Mar 9, 2011 at 12:57 pm rating: 3
#60
unholyghost2003
You know, I said the exact same thing
Mar 9, 2011 at 12:58 pm rating: 0
#61
Dr. Chalkwitheringlicktacklefeff
Also; hats for men went out of fashion. There’s definitely a statistical relationship there. I don’t know what caused the other; if people stopped wearing hats and that caused them to not feel like smacking their kids, which in turn caused the decline in Western civilisation. Or maybe not smacking kids meant that people didn’t feel so much like wearing hats.
But there’s definitely a link there somewhere.
Mar 9, 2011 at 12:58 pm rating: 2
#62
Dr. Chalkwitheringlicktacklefeff
Tracie’s lack of capitalisation in her sentences vexes me. It’s a rum state of affairs when your 9-year-old child is more literate than you.
Mar 9, 2011 at 1:00 pm rating: 1
#63
Dr. Chalkwitheringlicktacklefeff
My brother once ran away from home for a whole Sunday afternoon. I went with him because I was bored. He must have been about 10 and I was about 6 I think. We went to the park, then when we started getting hungry we went home for dinner. Mum hadn’t noticed we were gone. It is pretty disconcerting to run away from home and to find that no one noticed, so ever since that day I have sworn that if I ever run away from home I will leave a note so that people know.
Mar 9, 2011 at 1:03 pm rating: 2
#64
Wench
@ russian as I said; this issue of paedophiles lying about past abuse has been researched by top clinicians and I remember at the time the results suprised a lot of clinicans. Sometimes people do evil things just because they can. If it’s the case that people who were abused as children will become paedophiles then where are these gangs of women roaming the countryside?
Mar 9, 2011 at 9:32 pm rating: 2
#65
Russian
I’m going to cut back in, because I realise I’ve been misunderstood and I didn’t mean it to come out like this. My statement was that there’s a strong body of evidence indicating that psychopaths were almost always abused as children. I intended in no way to imply that childhood abuse must lead to psychopathology. Far more often, it appears to lead to chronic illness (the grown-up abused child refuses to blame their parents for hurting them, and instead takes it out on others or most commonly themselves). My logic was, abusers were abused. Not, and never, abused become abusers.

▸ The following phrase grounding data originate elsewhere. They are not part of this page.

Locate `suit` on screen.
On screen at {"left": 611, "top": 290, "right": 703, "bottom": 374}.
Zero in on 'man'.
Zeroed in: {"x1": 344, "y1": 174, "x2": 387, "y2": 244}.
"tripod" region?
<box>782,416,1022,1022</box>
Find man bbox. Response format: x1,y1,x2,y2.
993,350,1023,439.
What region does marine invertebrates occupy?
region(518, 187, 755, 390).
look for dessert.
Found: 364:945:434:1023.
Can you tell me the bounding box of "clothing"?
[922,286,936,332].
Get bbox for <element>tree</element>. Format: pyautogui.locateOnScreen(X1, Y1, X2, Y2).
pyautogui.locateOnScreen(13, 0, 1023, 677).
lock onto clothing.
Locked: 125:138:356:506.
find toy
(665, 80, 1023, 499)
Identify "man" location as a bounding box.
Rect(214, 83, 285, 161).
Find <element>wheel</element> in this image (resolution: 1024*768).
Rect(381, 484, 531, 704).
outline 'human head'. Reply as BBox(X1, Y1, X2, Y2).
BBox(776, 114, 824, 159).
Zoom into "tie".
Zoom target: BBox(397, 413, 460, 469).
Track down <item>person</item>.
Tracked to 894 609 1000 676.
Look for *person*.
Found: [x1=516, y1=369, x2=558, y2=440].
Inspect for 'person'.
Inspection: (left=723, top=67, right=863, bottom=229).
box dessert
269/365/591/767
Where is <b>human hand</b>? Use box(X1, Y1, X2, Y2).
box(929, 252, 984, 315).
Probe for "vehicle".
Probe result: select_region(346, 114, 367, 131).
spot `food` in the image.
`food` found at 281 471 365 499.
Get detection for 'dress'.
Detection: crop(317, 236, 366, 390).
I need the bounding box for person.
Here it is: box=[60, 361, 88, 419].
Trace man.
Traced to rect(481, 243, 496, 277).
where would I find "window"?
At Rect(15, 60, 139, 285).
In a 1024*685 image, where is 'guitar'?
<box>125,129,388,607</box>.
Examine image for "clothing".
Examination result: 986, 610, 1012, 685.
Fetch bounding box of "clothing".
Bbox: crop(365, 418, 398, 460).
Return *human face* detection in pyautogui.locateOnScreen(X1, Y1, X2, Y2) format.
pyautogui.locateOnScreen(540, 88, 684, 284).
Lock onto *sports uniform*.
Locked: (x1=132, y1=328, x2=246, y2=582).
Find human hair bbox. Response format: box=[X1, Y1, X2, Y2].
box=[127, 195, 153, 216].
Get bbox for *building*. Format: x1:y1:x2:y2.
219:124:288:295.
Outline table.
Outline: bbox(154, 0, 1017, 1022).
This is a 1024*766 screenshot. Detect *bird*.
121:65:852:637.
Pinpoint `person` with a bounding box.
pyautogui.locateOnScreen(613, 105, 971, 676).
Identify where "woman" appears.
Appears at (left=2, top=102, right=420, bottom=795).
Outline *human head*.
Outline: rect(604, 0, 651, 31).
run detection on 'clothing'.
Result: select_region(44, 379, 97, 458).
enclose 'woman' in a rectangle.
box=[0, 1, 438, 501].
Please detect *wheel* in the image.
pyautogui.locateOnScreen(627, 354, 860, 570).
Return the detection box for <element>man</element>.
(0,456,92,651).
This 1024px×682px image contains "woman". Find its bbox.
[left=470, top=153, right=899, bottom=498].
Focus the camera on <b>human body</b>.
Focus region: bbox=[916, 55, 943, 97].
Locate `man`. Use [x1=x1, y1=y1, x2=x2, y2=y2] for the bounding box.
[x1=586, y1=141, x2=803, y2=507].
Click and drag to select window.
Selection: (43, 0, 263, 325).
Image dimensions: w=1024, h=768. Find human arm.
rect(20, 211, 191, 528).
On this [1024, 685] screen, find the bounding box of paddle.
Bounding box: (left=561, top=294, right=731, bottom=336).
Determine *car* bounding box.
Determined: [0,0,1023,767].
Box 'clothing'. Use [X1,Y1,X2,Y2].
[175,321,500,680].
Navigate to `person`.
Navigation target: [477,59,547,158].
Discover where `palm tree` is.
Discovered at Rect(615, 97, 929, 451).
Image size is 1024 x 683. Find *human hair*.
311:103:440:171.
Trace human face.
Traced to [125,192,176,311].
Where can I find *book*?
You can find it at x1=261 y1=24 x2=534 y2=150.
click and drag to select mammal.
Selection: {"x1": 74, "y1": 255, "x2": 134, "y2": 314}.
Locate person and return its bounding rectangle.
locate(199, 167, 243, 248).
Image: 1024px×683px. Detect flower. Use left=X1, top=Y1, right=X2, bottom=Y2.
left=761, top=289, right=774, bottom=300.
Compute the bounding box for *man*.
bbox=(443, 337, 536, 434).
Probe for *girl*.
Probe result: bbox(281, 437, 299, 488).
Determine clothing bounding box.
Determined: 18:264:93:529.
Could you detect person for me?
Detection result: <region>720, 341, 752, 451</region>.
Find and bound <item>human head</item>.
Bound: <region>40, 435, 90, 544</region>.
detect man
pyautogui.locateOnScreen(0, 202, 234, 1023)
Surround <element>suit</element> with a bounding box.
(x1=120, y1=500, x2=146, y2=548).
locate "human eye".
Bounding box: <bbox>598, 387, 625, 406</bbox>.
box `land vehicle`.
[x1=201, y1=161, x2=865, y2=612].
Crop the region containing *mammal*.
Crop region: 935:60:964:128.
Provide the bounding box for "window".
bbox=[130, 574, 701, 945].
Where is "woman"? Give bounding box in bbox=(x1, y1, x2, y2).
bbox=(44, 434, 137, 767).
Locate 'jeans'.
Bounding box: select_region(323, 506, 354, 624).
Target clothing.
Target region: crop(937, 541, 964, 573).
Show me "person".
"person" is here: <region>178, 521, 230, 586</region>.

Wench, I didn’t mean exclusively paedophiles, or even at all. I was referring primarily to physical abuse, also emotional and yes sexual. I think on reflection that your paedophiles were being disingenous, because the kind of ‘abuser-created-by-abuse’ personality I’m referring to would NEVER try to excuse themselves on the grounds of past abuse. They would be trying desperately to justify their abusers’ actions and would not believe that they had been mistreated. Still I believe that there may have been less concrete abuse in their past, particularly emotional for which the evidence is less obvious. Again, sexual abuse wasn’t what I was thinking of in the beginning. But see http://www.alice-miller.com/index_en.php for a more intelligent explanation of my logic.
And yes… I killed the funny. Sorry guys, it’s just a topic that resonates pretty deeply with me.